Artwork. My glorious Daniel Govar character art banners drew people in. For last-minute brainstorm rush jobs, they did AMAZING. Both banners need refining (Swapping out the slogan and the header for Camp Liberty, more obvious series and/or book cover tie-ins for both banners) but the imagery dazzled & intrigued people & started conversations, and that is bookselling platinum. It is PRICELESS. And Weaving In the Ends did its usual great job of tempting crafters to the table. The color palette needs a punch-up, & the cover design needs retooling to fit with the series brand, but I sold every copy I brought, so no complaints.
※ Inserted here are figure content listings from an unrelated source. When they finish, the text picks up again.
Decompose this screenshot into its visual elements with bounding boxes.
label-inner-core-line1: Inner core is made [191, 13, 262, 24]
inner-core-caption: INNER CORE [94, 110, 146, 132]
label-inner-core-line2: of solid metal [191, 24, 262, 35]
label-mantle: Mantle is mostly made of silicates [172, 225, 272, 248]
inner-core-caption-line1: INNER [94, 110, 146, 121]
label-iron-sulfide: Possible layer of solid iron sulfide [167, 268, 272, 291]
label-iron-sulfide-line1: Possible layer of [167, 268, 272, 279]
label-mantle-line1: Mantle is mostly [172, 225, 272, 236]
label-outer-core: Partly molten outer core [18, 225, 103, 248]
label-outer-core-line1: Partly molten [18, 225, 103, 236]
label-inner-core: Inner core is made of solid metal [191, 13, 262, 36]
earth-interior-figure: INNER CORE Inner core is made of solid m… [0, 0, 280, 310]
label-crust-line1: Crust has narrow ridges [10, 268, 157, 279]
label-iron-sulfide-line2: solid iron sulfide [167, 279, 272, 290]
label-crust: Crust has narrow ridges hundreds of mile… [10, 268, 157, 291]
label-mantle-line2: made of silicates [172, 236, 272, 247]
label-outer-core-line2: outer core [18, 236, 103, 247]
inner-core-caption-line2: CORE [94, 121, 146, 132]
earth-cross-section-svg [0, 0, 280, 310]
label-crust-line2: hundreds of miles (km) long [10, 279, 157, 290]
Variety & discounts. This year I had not only a completed series & a stand-alone to sell, but also a new novel that works as a series-entry book in a whole different genre. That more than doubled my potential audience. And I celebrated the return of convention-going with some pretty enticing bundle-discount pricing. That definitely encouraged people to take a chance on a whole stack of books instead of just one.

Blurbs & pitches. I've always known catchy one-breath descriptions were a sales fundamental. But knowing is only 10% of the battle of coming UP with a pitch. This is the first con where I've had a proper sales patter for the Restoration series, and damn, what a difference it made! I still need to work on my patter, but I finally have a solid foundation. And I have blurbs that WORK. Finally.
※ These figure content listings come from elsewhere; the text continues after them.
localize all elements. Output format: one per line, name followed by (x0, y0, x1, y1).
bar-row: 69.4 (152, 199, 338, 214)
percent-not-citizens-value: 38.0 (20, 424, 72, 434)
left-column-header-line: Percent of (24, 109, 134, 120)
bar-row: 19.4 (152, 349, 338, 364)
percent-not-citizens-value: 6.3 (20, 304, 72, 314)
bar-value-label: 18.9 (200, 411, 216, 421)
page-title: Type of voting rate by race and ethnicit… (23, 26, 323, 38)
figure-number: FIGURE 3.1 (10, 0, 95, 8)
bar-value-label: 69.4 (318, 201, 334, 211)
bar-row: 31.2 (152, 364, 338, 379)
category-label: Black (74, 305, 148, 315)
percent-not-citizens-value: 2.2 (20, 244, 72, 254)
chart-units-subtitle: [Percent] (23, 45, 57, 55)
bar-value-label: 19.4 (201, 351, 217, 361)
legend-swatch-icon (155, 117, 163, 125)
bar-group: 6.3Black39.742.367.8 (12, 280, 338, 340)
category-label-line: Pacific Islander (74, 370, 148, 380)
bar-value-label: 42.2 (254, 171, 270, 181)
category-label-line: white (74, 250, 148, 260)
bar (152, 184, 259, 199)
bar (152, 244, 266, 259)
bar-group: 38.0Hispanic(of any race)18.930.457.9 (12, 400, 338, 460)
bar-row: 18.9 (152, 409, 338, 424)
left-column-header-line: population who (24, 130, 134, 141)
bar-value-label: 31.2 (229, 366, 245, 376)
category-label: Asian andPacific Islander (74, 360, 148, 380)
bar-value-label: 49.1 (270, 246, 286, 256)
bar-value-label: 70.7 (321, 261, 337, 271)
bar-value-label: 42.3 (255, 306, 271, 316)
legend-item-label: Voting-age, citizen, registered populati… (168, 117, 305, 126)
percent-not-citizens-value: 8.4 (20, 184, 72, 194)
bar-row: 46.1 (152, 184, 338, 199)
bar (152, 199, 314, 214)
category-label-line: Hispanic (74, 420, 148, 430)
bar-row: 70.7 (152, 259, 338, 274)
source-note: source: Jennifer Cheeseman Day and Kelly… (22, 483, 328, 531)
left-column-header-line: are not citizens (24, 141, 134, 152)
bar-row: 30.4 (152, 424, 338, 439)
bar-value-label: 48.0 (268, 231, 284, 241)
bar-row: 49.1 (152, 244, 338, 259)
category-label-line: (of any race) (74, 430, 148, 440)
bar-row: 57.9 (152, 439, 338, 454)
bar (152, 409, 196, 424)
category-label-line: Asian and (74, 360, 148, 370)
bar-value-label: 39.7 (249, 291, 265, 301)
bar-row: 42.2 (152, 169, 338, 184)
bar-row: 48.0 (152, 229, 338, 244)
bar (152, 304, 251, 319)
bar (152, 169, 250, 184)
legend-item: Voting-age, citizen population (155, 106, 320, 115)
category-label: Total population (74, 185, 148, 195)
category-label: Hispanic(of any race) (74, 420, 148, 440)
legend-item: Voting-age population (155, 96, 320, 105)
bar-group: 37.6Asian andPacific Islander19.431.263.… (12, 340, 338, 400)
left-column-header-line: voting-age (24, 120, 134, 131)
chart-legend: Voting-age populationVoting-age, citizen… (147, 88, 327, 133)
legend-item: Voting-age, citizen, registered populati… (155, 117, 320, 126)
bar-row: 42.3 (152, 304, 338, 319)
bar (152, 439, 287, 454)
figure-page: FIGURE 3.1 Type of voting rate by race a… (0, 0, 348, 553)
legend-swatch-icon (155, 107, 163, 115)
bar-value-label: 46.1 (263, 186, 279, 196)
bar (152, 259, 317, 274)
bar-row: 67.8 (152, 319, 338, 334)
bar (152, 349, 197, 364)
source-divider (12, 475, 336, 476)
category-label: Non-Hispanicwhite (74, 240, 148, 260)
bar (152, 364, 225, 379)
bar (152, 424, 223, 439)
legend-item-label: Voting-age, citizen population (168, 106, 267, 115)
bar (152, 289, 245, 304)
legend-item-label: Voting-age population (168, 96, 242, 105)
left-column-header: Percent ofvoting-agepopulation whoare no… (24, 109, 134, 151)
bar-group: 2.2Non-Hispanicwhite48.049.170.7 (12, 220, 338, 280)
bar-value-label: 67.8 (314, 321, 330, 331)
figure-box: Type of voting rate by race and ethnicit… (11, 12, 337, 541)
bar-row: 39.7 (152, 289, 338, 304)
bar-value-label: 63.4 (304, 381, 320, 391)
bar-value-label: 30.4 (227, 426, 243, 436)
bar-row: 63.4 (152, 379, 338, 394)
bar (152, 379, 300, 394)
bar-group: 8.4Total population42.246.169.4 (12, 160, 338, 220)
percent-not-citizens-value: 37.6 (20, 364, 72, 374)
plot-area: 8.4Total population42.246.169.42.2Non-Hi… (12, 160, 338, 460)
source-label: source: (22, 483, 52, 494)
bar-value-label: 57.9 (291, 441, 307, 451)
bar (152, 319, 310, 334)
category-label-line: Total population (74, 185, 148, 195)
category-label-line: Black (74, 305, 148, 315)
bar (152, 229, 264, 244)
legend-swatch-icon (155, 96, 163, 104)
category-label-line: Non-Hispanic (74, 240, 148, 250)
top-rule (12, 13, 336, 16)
Introvert Corner: This was a fun improvisation I want to remember for future cons. I had an extra chair, and I was on an aisle end, so I used the space to create a zero-interaction shopping zone: the chair, a shelf with a mini-version of my table display and a big sign promising browsers I would not interact in any way unless they came around to the front of the table.

It made people happy. People took pictures of Introvert Corner. Several folks visited multiple times to take a break in the chair & initiated chatting with me, and that was lovely. Did it lead to any sales? Well, yes. But more importantly, it let me give a safe shopping opportunity to folks who might have otherwise felt pressured. And that made ME happy.

There was a lot more to Gen Con, but my experience of it really began and ended with the Exhibit Hall. So I'm going to end this post here, except for a last digressional musing that's only semi-related. And a cat pic. Because everything is better with cats, and also I didn't take many pics at Gen Con.


The phrase “year of the asterisk” has been bouncing around the interwebz when people get to discussing the times we live in. It doesn’t work for me. All the current nicknames I’ve seen—The Year Everything Changed, the Pandemic Year(s), The Great Pause, carry a sense of transience that’s been rubbing me wrong for AGES.

The refrain of “this too shall pass, we’ll put this behind us, it’s only temporary” is the song of denial.

2020-2021 will not be relegated to the sidelines as aberrant. These years are not producing outlier statistics that will be set aside because they skew averages and make for untidy graphs.

There never was any going back to normal. Normal is little more than an emotional snapshot of Now. It's built on what came before, it rests on what we know from our past experiences, yes, but there's never any "going back."

Time only goes one way for us linear-living beings.

We aren't living in Asterisk Times. We have been on the future’s two-year-long nightmare shakedown cruise.

This is The Way Things Are and Will Be. The faster people accept that, the faster we can focus on making normal better.


Mr. Pip's first walk on the leash. We went all the way around the house and back up the steps before he got spooked by a passing car.